Tuesday, November 6, 2012

The Symbol Of A Nation Lost!


Obama's Birth Certificate--The Symbol Of A Nation Lost

Responding to a blog posting at a blog of a black journalist, I left the following comments regarding the today's presidential election.

But before I do that, let me say this.

We're in the end game. Today, 11/06/2012, marks the culmination of a long election season, and the potential end to the administration of this nation's first black President.

Today, I'm feeling a bit ambivalent, not about giving the president another four years, which he's earned, and more than likely will receive, to finish what he started almost four years ago, but how I now view this nation, and its people, after four turbulent years of a Democrat administration that saw an absolute obstructionism from those on the Right regarding anything this president sought to achieve--all towards the purpose of not giving him a "win" that he might use to advance his reelection, employing a single-mindedness that would be the envy of a Roman emperor, although the empire might suffer as a result, that empire being the United States.

Conflating those hostile years with the voter suppression we're seeing in key battleground states that even now is convulsing the voting process, my ambivalence has reached a new high, forcing me to reconsider how much, going forward, I'm willing to devote of my personal wherewithal--my energies, my time, and my tangible resources--to the continued welfare of this nation.

If that sounds negative and hyper-cynical,  so be it. Perhaps I'll wait for a more fortuitous season, one where the values of democracy are better appreciated and generally prized, as they appear now to have undergone a throwback to a earlier time--a time that's all too familiar for its ruthlessness and racial animus.

Now to the comment I left on the blog, in response to some remarks that were made:

"I've seen so much anger, frustration, and hatred directed at Obama and Mitt Romney."

Clearly, I haven't seen all that you've seen, nor heard all that you've heard, but when it comes to the level--and amplitude--of "anger, frustration, and hatred directed at [the two candidates]," Obama wins that distinction hands down, not only during this election season, but for the better part of the four years he's been in office, remindful of ages gone by, where the niggerization of blacks was the national pastime.

"I'm pretty sure I can survive four years of Romney."

I can survive him, but I'm not sure that the nation can. Blacks, it's my belief, are watching this election closely, for the racial bellwether that it's becoming. Couple that with the voter suppression we're seeing in key battleground states, and you have in the making a total black disaffection--a turning of their collective back on this nation--a refusal to participate either in its economic growth, or in its survival as a superpower.

Black purchasing power is huge. In the future, blacks just might be more selective about where they put they money, and what they buy.

Whether Obama win or lose, the relationship between blacks and those in the majority will change appreciably--Republicans sought to steal this election and many whites on the Right stood by and watched it happen (finding justification for it), as well as some Republican blacks, notably Condi Rice, who lent her sizable reputation to Romney's bid for the White House, fully aware of the despicable tactics being used to effect that end.

To his credit, Colin Powell endorsed the president. Condi Rice, with her support of Romney, and thereby Republican policies and tactics, may be trying to land a key position in a RomRy administration, but those aspirations come at a high price--by trampling on her own people and failing to speak out against her party's contemptible treatment of this nation's first black president to realize those aspirations, will cause her, in the years ahead to lose a large chunk of black respect and black support.

Cable news is characterizing Romney's base as "hating" the black man in the White House--identifying the hatred as the key motivator driving them to the polls. What they're neglecting to tell you is just how angry black voters are, and blacks in general, as they watch the long lines at polling stations where early voting is allowed, but oftentimes at a reduction in hours and days, thanks to Republican state houses in swing states.

This suppression attempt--and the anger that ensued--will do more to mobilize black voters and bring them to the polls for President Obama (notwithstanding, standing in long lines for as long as it takes to vote), than it would have, had Republicans just allowed the voting process to go forward without the suppression.

They say that elephants have long memories. It's nothing compared to the memories of black Democratic donkeys that have been forced to eat the hay that the Right has served up liberally during Obama's tenure as president--and fairly recently in their effort to suppress the vote.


*Work instructions:* Print all of the entries exactly, minus the pictures.

--------------------------------

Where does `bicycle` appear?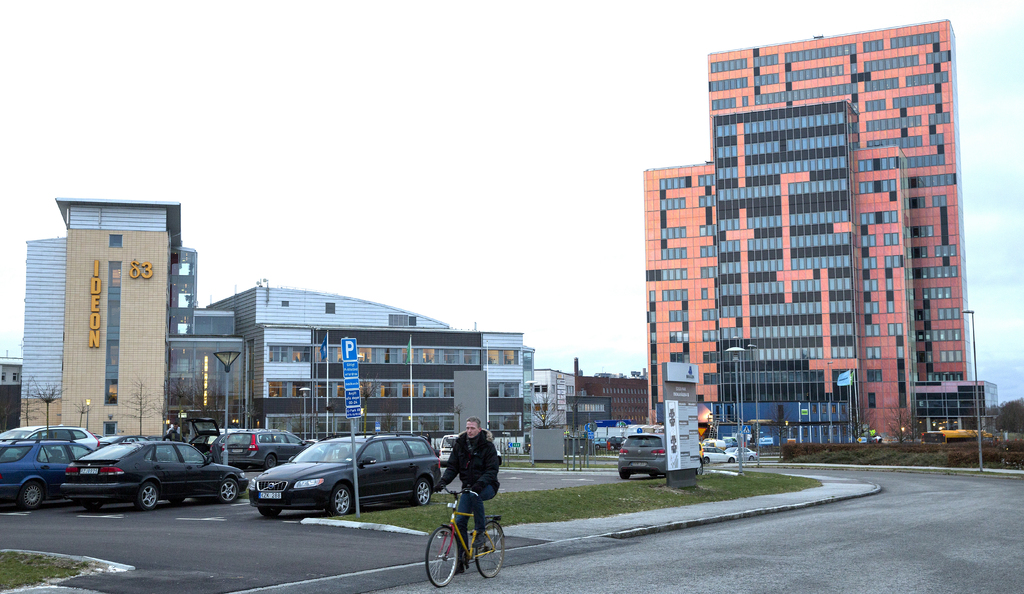
Appears at {"x1": 423, "y1": 479, "x2": 500, "y2": 587}.
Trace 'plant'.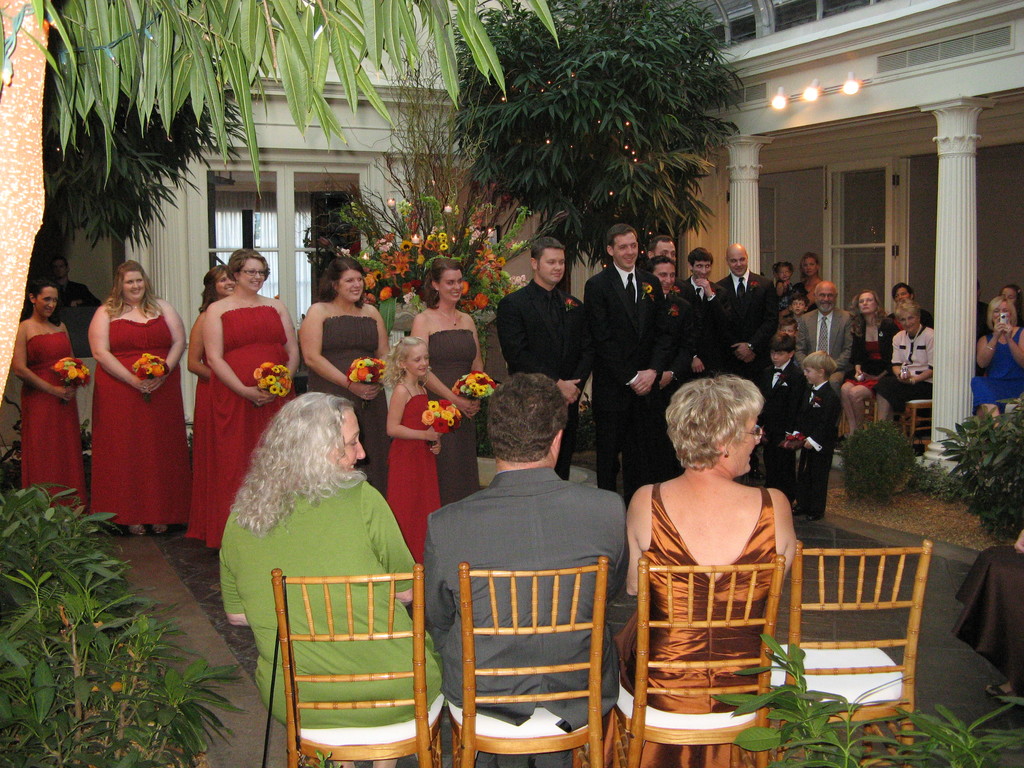
Traced to select_region(869, 680, 1023, 767).
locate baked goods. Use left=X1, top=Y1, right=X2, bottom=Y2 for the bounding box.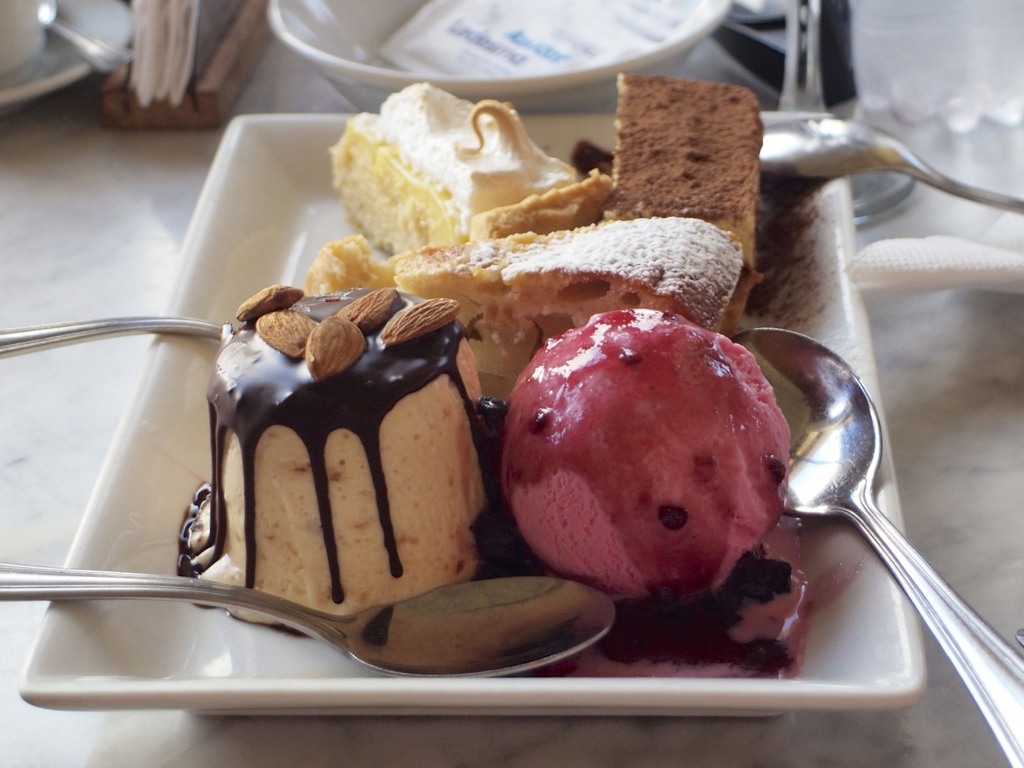
left=173, top=280, right=504, bottom=645.
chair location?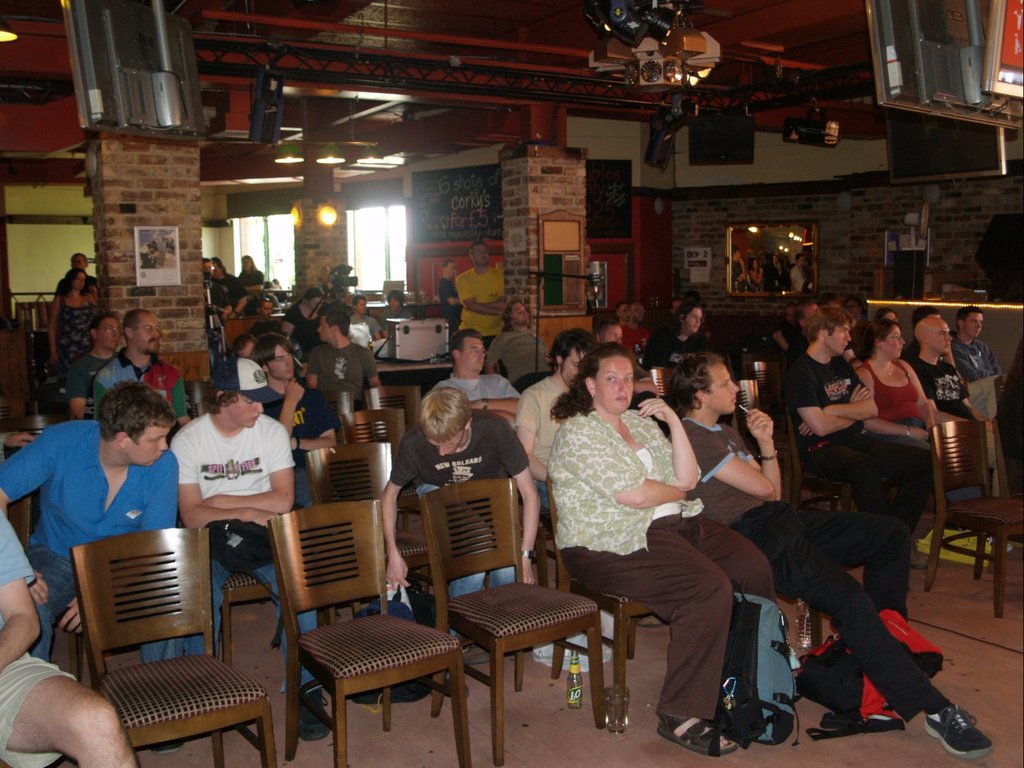
bbox=(305, 442, 453, 694)
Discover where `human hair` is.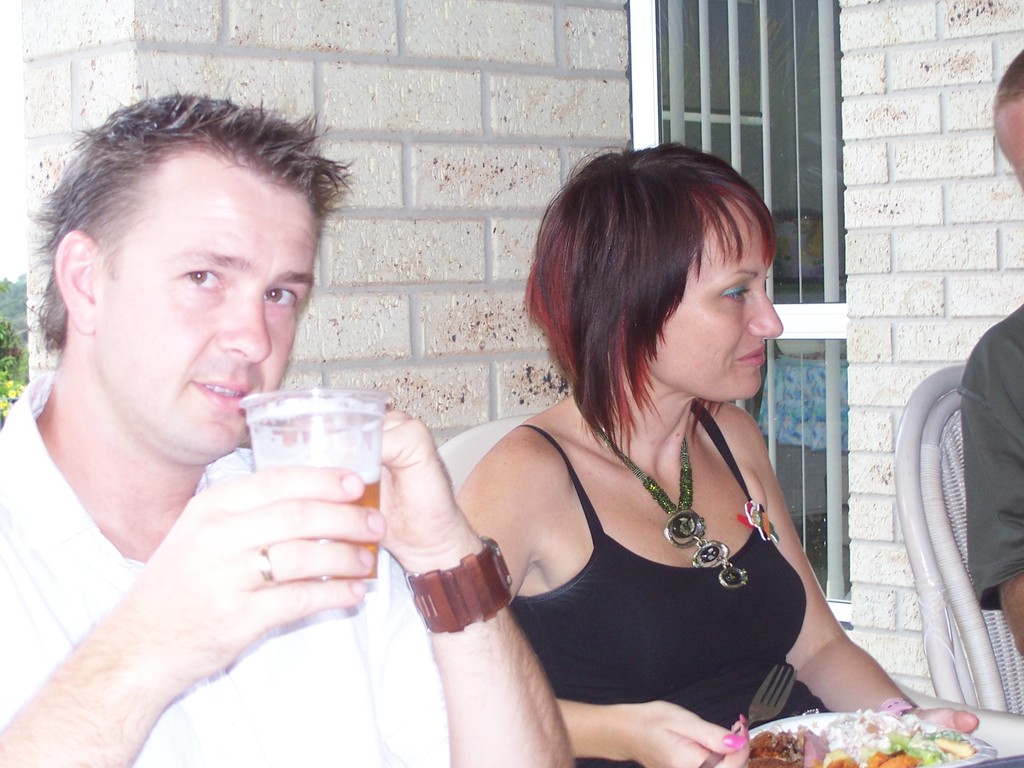
Discovered at box=[525, 143, 777, 451].
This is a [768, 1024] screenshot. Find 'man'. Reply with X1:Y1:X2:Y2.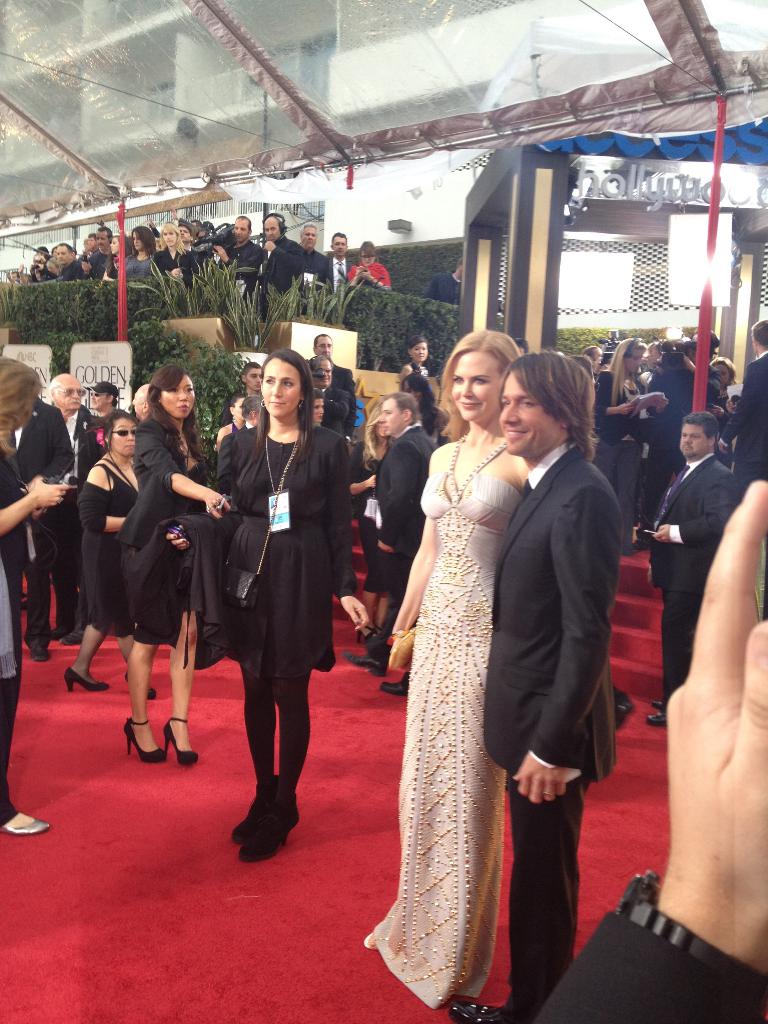
209:213:263:297.
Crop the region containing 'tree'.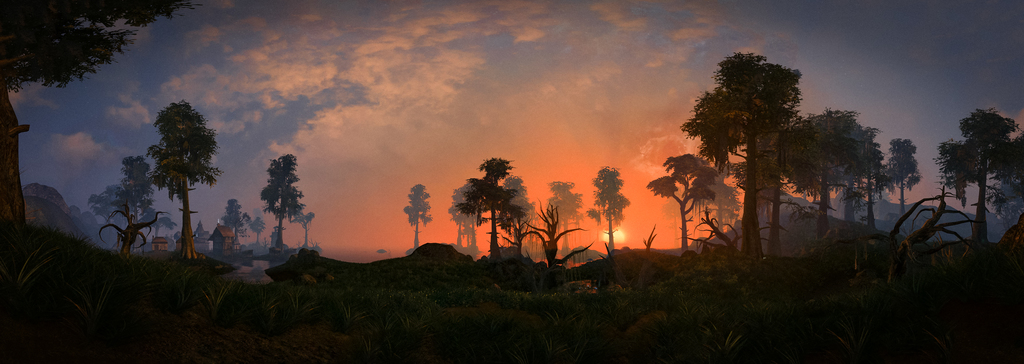
Crop region: 291,209,316,246.
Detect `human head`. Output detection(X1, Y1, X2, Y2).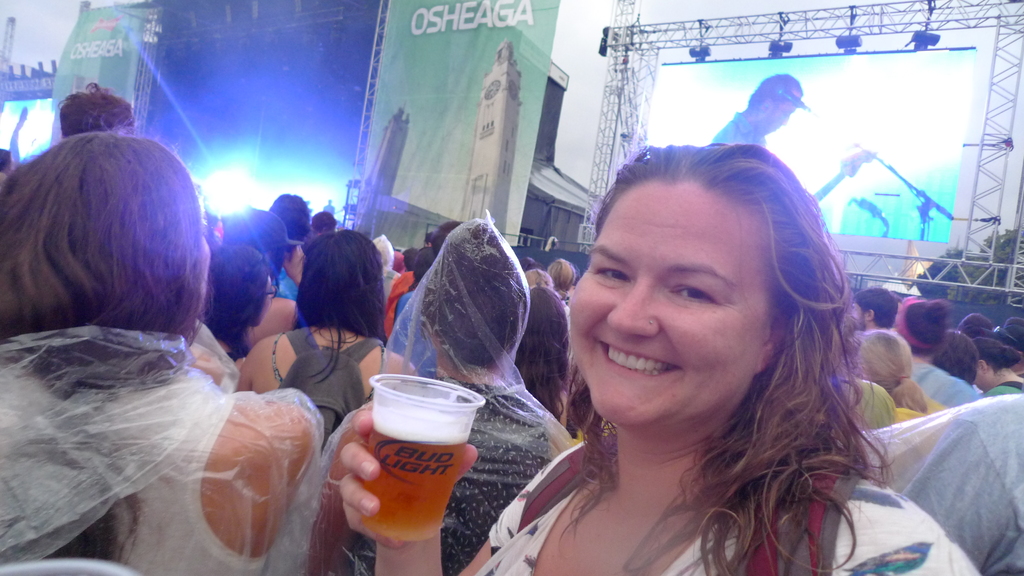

--------------------------------

*Finished exercise:*
Where does `bicycle` appear?
Appears at {"x1": 423, "y1": 479, "x2": 500, "y2": 587}.
Trace 'plant'.
Traced to select_region(869, 680, 1023, 767).
locate baked goods. Use left=X1, top=Y1, right=X2, bottom=Y2 for the bounding box.
left=173, top=280, right=504, bottom=645.
chair location?
bbox=(305, 442, 453, 694)
Discover where `human hair` is.
Discovered at box=[525, 143, 777, 451].
This is a [768, 1024] screenshot. Find 'man'. Reply with X1:Y1:X2:Y2.
209:213:263:297.
Crop the region containing 'tree'.
Crop region: 291,209,316,246.
Detect `human head`. Output detection(X1, Y1, X2, Y2).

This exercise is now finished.